Written by our CEO
Written by Kathryn England, the Chief Executive Officer of our international conservation charity operating London Zoo, Whipsnade Zoo, the Institute of Zoology, and our conservation field programmes across the globe.
Last week I stood in front of a room of investors, policymakers and scientists - gathered at ZSL’s London Zoo, an institution that has been at the heart of conservation science for 200 years - and said something that would have seemed radical not long ago but now feels simply obvious: biodiversity loss is one of the greatest economic risks of our lifetime.
The room didn't push back. That, in itself, felt significant.
We were there to ask a question that sounds technical but is actually urgent: what is slowing the flow of private finance into nature recovery? We know the money exists. We know the need exists. And yet the gap between the two remains stubbornly, dangerously wide.
Here is the scale of what we're facing. Wildlife populations have declined by an average of 73% over the last 50 years, and more than one million species are at risk of extinction. To reverse global biodiversity loss by 2030, we need roughly $700 billion a year. Public finance and philanthropic grants - vital as they are - cannot get us there alone.
Private investment must be part of the solution.
And yet it hasn't been. Not at scale.
For too long, our economic system has treated nature as a limitless resource rather than the foundation it actually is. A tree has only had financial value when cut down. Ecosystems are only respected when they fail. The consequences of this error are now becoming impossible to ignore – be it in the form of flooding, food insecurity, disease spillover, and the collapse of the natural systems that underpin everything from agriculture to insurance to infrastructure.
As EU Commissioner for Environment, Water Resilience and a Competitive Circular Economy, Jessika Roswall said at our event: "Protecting or restoring nature is not a cost, it is an investment. It is time to put nature on the balance sheet."
She's right. But putting nature on the balance sheet requires more than political will. It requires the scientific rigour, clear demand drivers and robust risk mitigation that give institutional investors the confidence to act.
How to overcome the hurdles for investors
When we ask investors what's holding them back, the answer isn't a lack of interest - it is the enabling environment provided by government, academia and civil society. Market failures, incomplete data, regulations in flux and uncertainty about how to measure, quantify and forecast the outcomes of investing in nature recovery continue to hold them back.

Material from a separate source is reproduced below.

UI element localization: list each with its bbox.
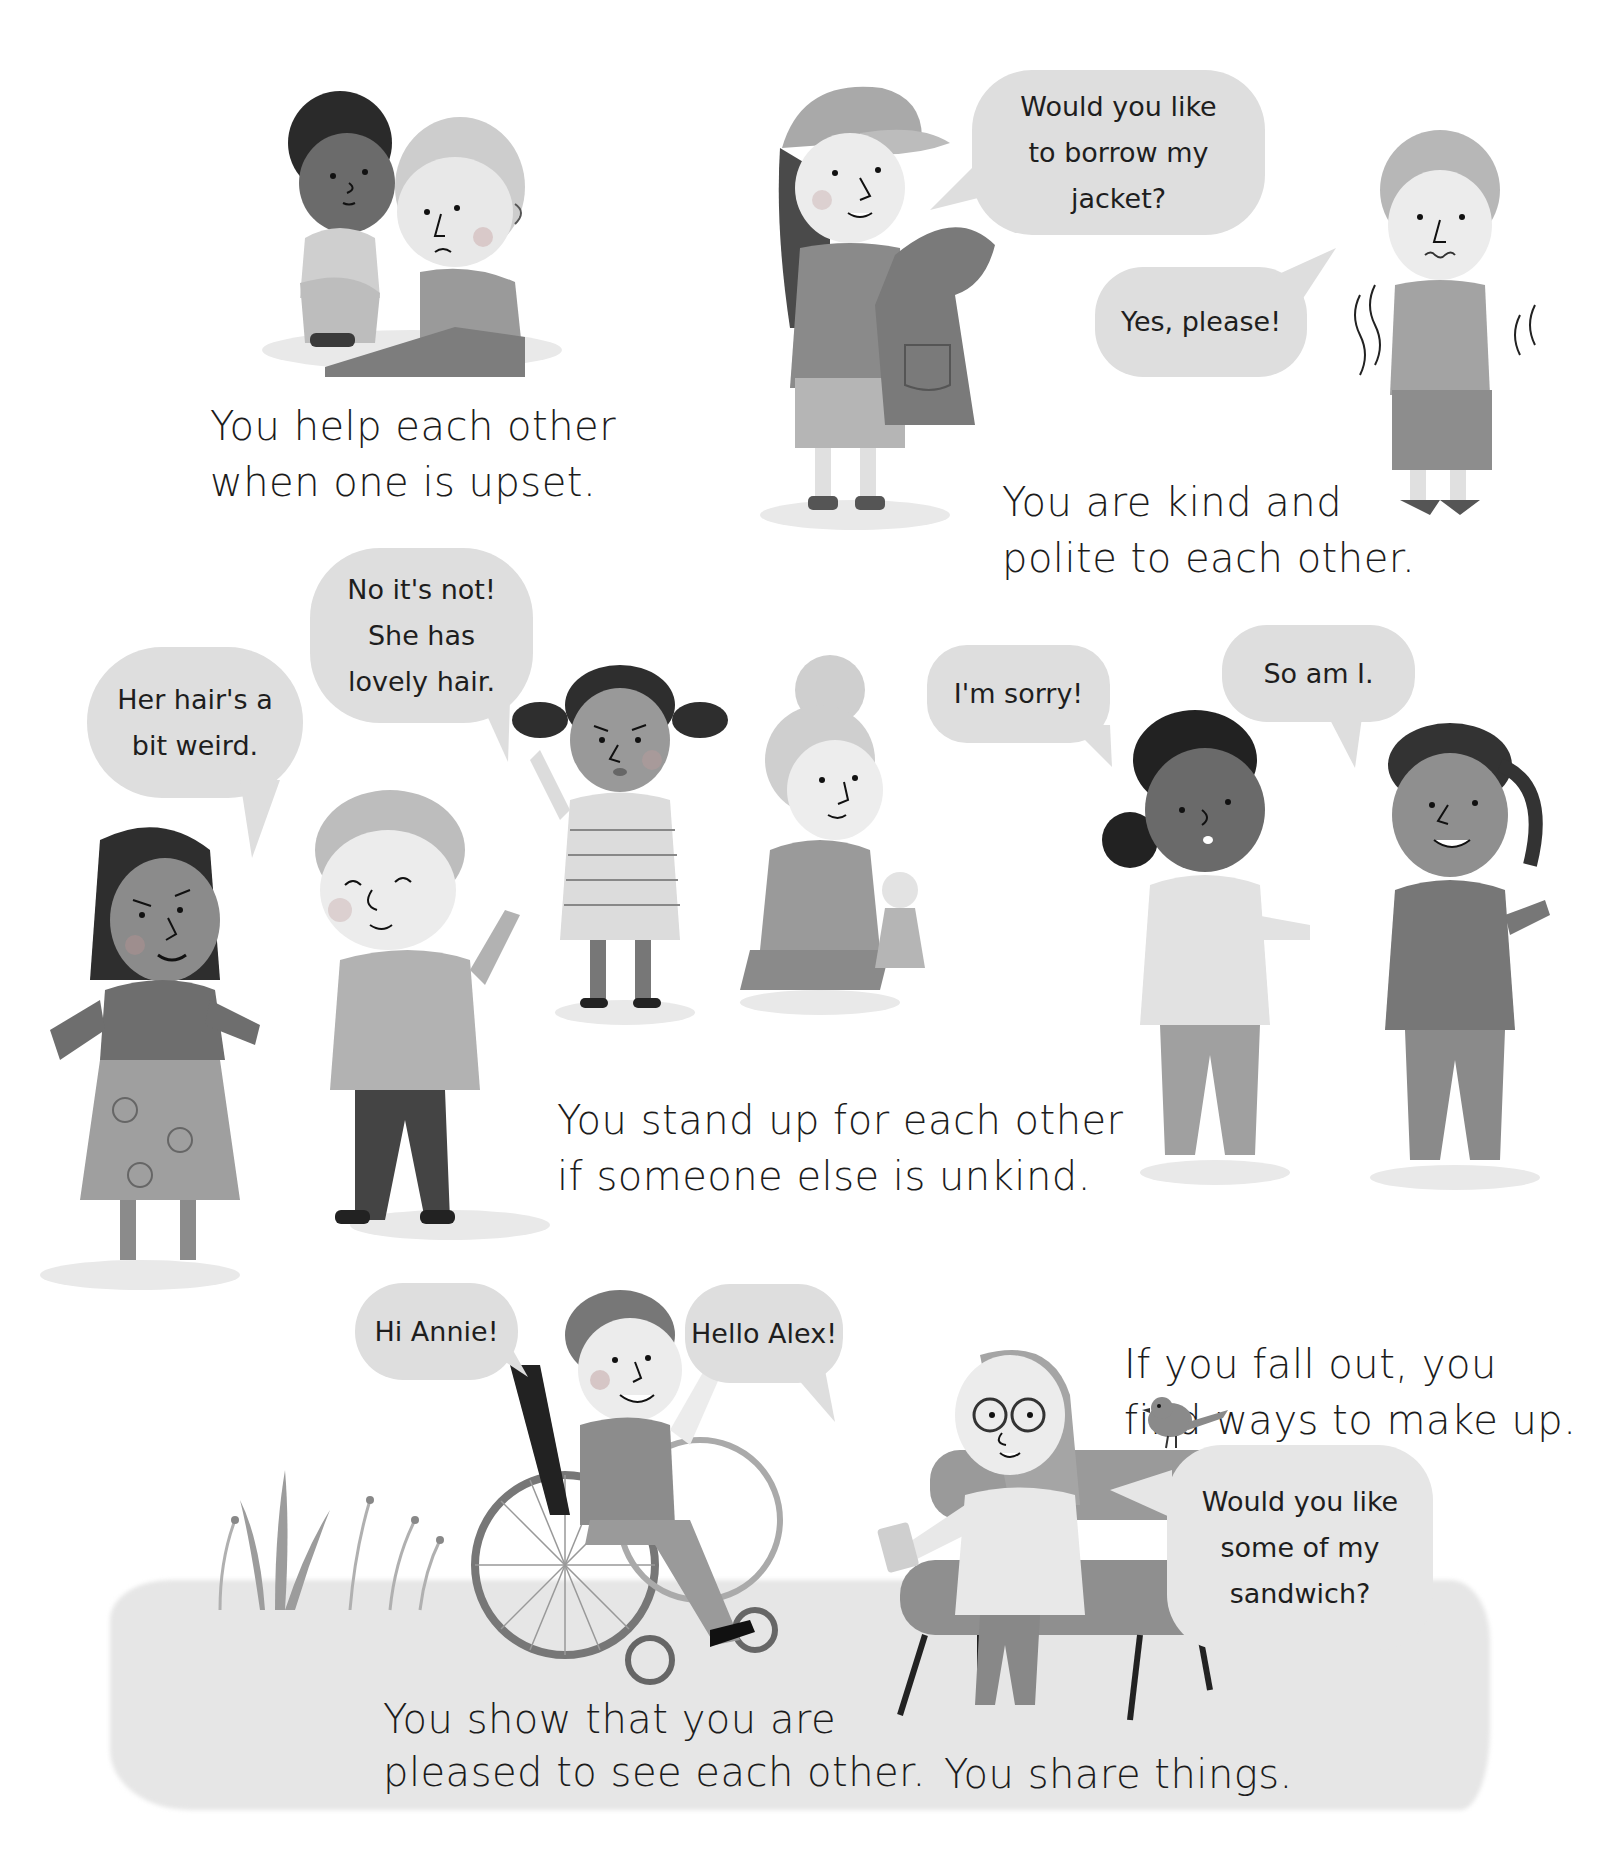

That's why, on the morning of our event, ZSL and partners launched the SPIN (Science for Private Investment in Nature) project, delivered in collaboration with the Royal Botanic Gardens Kew, Stantec and Imperative Global, and funded by DEFRA. SPIN is a collaboration between academics and investors that aims to identify how to embed robust scientific research in early-stage nature projects in a way that is replicable, cost-effective and genuinely useful to investors. In other words, firming the scientific bedrock on which the market needs to function and delivering the best outcomes for nature and the local communities dependent on the natural resources.
This isn't abstract. The numbers are striking. If UK pension funds and wealth managers mobilised just 2% of their total assets for nature, it could effectively close the UK’s estimated £50-100 billion nature finance gap. Not over decades. Not through new taxes or international agreements. Through the redirection of capital that already exists, governed by people who increasingly recognise the value of nature to the economy and are willing to put their money into protecting and restoring it.

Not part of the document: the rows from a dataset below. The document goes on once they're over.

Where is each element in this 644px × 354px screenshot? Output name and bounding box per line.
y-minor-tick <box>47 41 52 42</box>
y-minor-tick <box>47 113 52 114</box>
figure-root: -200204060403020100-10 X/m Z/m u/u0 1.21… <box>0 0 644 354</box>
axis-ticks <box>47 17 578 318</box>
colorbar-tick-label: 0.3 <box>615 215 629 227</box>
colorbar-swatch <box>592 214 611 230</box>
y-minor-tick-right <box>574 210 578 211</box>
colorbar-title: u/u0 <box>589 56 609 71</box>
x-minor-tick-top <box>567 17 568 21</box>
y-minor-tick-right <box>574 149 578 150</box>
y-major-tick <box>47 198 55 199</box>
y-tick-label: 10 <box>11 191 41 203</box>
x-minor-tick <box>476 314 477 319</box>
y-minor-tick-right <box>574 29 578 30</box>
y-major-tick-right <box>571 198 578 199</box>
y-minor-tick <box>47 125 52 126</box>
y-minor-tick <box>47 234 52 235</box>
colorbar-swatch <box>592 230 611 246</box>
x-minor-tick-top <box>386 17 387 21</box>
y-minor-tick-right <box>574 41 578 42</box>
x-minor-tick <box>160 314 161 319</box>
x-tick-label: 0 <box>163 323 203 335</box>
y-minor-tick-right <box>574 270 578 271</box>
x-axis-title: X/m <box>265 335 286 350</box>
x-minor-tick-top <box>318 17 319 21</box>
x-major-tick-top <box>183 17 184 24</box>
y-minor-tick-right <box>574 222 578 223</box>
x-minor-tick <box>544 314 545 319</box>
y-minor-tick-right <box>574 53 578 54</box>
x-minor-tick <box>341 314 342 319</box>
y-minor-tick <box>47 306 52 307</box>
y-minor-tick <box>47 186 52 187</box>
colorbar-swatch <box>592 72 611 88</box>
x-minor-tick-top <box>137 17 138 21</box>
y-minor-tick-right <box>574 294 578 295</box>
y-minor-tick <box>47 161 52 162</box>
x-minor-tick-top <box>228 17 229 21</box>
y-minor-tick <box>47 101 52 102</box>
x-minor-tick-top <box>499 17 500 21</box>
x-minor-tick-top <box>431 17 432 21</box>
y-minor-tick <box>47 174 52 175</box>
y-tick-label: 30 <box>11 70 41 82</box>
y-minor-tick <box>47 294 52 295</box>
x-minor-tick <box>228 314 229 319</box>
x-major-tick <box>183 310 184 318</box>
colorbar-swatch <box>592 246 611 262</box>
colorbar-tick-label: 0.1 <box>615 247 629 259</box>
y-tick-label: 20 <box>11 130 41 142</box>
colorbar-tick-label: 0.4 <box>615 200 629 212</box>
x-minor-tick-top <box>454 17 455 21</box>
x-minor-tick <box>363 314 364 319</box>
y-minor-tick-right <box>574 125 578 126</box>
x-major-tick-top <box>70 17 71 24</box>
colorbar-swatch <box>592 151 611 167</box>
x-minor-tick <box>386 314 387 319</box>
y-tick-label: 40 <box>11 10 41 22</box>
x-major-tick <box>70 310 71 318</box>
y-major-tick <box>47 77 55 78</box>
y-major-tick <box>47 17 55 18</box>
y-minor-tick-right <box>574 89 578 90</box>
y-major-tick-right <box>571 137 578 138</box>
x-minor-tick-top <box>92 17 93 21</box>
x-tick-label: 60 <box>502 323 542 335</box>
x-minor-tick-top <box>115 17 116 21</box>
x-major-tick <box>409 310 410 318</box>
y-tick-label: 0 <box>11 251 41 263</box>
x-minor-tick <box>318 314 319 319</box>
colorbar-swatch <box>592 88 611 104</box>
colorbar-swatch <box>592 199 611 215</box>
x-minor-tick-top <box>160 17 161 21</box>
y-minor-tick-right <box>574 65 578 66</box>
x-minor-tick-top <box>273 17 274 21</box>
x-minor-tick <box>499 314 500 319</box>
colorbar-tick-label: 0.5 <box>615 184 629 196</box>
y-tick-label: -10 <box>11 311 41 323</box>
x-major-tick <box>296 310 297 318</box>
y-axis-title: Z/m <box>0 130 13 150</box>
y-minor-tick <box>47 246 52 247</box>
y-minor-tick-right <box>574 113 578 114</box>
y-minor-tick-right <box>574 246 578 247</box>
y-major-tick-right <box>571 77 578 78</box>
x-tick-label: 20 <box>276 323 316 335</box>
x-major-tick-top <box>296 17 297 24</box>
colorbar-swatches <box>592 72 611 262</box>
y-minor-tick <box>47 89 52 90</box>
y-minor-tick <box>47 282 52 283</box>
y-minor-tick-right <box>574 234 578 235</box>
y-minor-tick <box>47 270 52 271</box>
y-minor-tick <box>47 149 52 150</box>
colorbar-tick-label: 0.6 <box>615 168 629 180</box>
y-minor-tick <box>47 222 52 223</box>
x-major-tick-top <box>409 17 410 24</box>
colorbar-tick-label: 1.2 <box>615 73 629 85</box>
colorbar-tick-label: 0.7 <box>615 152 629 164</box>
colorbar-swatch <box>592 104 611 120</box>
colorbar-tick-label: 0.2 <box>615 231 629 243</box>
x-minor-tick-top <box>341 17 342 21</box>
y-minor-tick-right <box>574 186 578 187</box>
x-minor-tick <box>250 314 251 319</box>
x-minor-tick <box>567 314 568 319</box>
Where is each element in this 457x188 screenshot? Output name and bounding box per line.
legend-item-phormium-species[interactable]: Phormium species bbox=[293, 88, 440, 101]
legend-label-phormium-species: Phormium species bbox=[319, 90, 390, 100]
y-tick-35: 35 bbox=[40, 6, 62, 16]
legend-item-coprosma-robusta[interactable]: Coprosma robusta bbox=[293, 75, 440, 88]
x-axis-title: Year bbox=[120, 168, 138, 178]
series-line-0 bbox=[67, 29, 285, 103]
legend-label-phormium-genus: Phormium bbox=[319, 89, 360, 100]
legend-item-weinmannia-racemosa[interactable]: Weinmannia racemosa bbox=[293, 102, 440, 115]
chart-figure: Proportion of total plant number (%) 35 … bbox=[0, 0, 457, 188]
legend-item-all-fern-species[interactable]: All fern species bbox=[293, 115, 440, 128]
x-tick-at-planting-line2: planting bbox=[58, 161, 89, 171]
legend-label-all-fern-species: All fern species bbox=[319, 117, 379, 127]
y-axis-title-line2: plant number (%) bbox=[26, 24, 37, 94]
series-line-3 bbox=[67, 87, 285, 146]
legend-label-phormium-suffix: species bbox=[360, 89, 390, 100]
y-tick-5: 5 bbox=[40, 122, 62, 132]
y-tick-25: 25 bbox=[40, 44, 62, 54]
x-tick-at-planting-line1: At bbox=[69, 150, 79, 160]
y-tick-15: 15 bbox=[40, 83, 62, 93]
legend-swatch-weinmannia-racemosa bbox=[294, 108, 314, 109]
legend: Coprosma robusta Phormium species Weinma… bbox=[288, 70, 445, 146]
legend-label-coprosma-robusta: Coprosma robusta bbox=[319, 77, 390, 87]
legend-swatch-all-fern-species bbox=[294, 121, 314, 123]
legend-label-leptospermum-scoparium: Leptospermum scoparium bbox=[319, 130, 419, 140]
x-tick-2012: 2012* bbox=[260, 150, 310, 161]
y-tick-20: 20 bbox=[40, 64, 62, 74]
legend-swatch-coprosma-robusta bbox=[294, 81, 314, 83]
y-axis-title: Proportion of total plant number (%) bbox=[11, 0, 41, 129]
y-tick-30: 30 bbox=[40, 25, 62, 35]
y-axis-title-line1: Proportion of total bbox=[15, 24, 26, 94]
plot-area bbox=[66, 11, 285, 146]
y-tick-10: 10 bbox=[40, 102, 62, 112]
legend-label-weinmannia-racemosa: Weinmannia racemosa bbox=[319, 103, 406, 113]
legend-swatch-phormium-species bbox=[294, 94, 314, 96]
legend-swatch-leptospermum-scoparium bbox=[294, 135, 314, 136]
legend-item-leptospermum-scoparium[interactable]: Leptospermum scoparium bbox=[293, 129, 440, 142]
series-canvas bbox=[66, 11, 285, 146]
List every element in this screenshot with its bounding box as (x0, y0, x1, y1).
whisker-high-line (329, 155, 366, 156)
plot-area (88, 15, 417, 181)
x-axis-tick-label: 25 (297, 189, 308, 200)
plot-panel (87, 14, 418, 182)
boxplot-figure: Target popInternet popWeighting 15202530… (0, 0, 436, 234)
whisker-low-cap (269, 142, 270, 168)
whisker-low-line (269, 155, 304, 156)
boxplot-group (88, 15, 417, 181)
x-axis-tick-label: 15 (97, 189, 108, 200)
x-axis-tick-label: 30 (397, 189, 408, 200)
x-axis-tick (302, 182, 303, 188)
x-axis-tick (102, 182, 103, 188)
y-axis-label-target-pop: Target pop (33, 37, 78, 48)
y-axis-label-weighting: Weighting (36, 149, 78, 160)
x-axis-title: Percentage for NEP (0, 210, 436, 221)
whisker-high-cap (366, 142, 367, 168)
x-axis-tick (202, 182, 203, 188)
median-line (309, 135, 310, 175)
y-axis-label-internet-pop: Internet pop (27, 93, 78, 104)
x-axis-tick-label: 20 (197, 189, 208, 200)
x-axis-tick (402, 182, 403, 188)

The more institutions recognise both the risk of inaction and the investment opportunities, the more momentum can be built to turn the tide for nature recovery.

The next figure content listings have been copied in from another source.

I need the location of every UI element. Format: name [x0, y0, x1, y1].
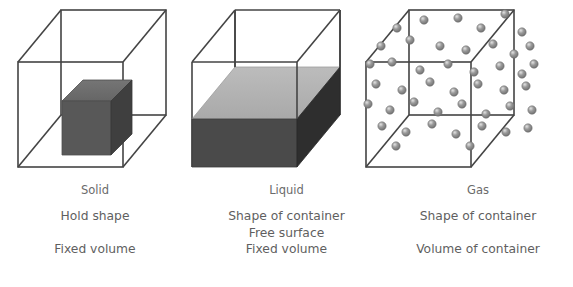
states-of-matter-figure: Solid Liquid Gas Hold shape Fixed volume…: [0, 0, 573, 287]
properties-gas: Shape of container Volume of container: [383, 208, 573, 258]
gas-particle: [502, 128, 510, 136]
gas-particle: [377, 42, 385, 50]
gas-particle: [378, 122, 386, 130]
gas-particle: [366, 60, 374, 68]
property-line: Free surface: [190, 225, 383, 242]
gas-particle: [426, 78, 434, 86]
gas-particle: [477, 24, 485, 32]
gas-particle: [501, 10, 509, 18]
column-label-liquid: Liquid: [190, 183, 383, 197]
gas-particle: [420, 16, 428, 24]
gas-particle: [474, 80, 482, 88]
property-line: Volume of container: [383, 241, 573, 258]
liquid-container: [192, 10, 340, 167]
gas-particle: [444, 60, 452, 68]
solid-block: [62, 80, 132, 155]
gas-particle: [392, 142, 400, 150]
gas-particle: [496, 62, 504, 70]
gas-particle: [402, 128, 410, 136]
containers-illustration: [0, 0, 573, 180]
property-line: Fixed volume: [190, 241, 383, 258]
gas-particle: [452, 130, 460, 138]
gas-particle: [518, 28, 526, 36]
gas-particle: [530, 60, 538, 68]
column-label-solid: Solid: [0, 183, 190, 197]
properties-solid: Hold shape Fixed volume: [0, 208, 190, 258]
gas-particle: [522, 82, 530, 90]
gas-particle: [393, 24, 401, 32]
gas-particle: [500, 86, 508, 94]
gas-particle: [518, 70, 526, 78]
gas-particle: [524, 124, 532, 132]
solid-container: [18, 10, 166, 167]
gas-particle: [526, 42, 534, 50]
gas-particle: [482, 110, 490, 118]
gas-container: [364, 10, 538, 167]
gas-particle: [478, 122, 486, 130]
gas-particle: [406, 36, 414, 44]
gas-particle: [458, 100, 466, 108]
gas-particle: [466, 142, 474, 150]
gas-particle: [506, 102, 514, 110]
liquid-body: [192, 67, 340, 167]
gas-particle: [386, 106, 394, 114]
gas-particle: [398, 86, 406, 94]
property-line: Hold shape: [0, 208, 190, 225]
gas-particle: [462, 46, 470, 54]
gas-cube-wireframe: [366, 10, 514, 167]
gas-particle: [434, 108, 442, 116]
gas-particle: [428, 120, 436, 128]
gas-particle: [410, 98, 418, 106]
gas-particle: [416, 66, 424, 74]
gas-particle: [436, 42, 444, 50]
property-line: Fixed volume: [0, 241, 190, 258]
column-label-gas: Gas: [383, 183, 573, 197]
property-line: Shape of container: [383, 208, 573, 225]
gas-particle: [388, 58, 396, 66]
gas-particle: [372, 80, 380, 88]
property-line: Shape of container: [190, 208, 383, 225]
gas-particle: [364, 100, 372, 108]
gas-particle: [470, 68, 478, 76]
gas-particle: [450, 88, 458, 96]
property-line: [0, 225, 190, 242]
gas-particle: [454, 14, 462, 22]
gas-particles: [364, 10, 538, 150]
gas-particle: [510, 50, 518, 58]
gas-particle: [528, 106, 536, 114]
property-line: [383, 225, 573, 242]
gas-particle: [489, 40, 497, 48]
properties-liquid: Shape of container Free surface Fixed vo…: [190, 208, 383, 258]
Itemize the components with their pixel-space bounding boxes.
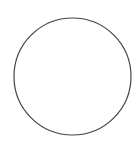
diagram-canvas: [0, 0, 136, 142]
circle-shape: [14, 18, 131, 135]
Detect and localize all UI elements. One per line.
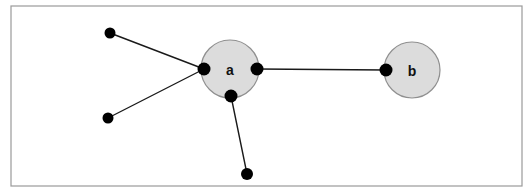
connection-port-b-left[interactable] [380,64,393,77]
figure-background [0,0,532,195]
node-label-a: a [226,62,234,78]
leaf-dot-bottom[interactable] [241,168,253,180]
edge-a-to-b [257,69,386,70]
leaf-dot-top-left[interactable] [105,28,116,39]
connection-port-a-bottom[interactable] [225,90,238,103]
diagram-canvas: ab [0,0,532,195]
leaf-dot-bottom-left[interactable] [103,113,114,124]
diagram-figure: ab [0,0,532,195]
connection-port-a-right[interactable] [251,63,264,76]
connection-port-a-left[interactable] [198,63,211,76]
node-label-b: b [408,63,417,79]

Collaboration between the science, the practice and organistations
ZSL occupies an unusual position in this conversation. We are a science organisation, with world-leading researchers at our Institute of Zoology. We are a conservation organisation, with field programmes across the world working to restore habitats and recover species. We are also a public-facing organisation, with two conservation zoos in the UK that connect millions of people each year to the natural world and the case for protecting it. We sit at the intersection of the science, the practice, and the public, and we believe that this is where solutions are forged.
The closing words of our event came from Ruth Davis OBE, the UK Government's Special Representative for Nature: "Nature is not the enemy of the economy. It is the economy."
This framing is important. Because for too long, the conversation about nature has been cast as a tension – between growth and conservation, between jobs and the environment, between what we can afford now and what we might pay for later. That framing is not only wrong, but also actively dangerous. Ecological resilience delivers economic benefits.
Doing the analysis isn’t enough. The next phase of this work is practical implementation. Governments must provide clear and implementable policy signals. Science must underpin credible investment decisions. Capital needs to be allocated to nature protection and restoration. Nature needs to be put on balance sheets. And organisations like ZSL must continue to do what we've done for 200 years: bring people together to connect what we know, and what the evidence shows us, with what the world needs.
We don't have the luxury of moving slowly on this. The pathway to a nature-positive world is there. The question is whether we have the collective will to walk it together.
Celebrate ZSL’s 200 years of conservation by supporting our work to protect wildlife and restore habitats. From pioneering nature finance to cutting-edge research, global field projects, and our work in our zoos, your donation helps safeguard nature for a future where people and wildlife thrive.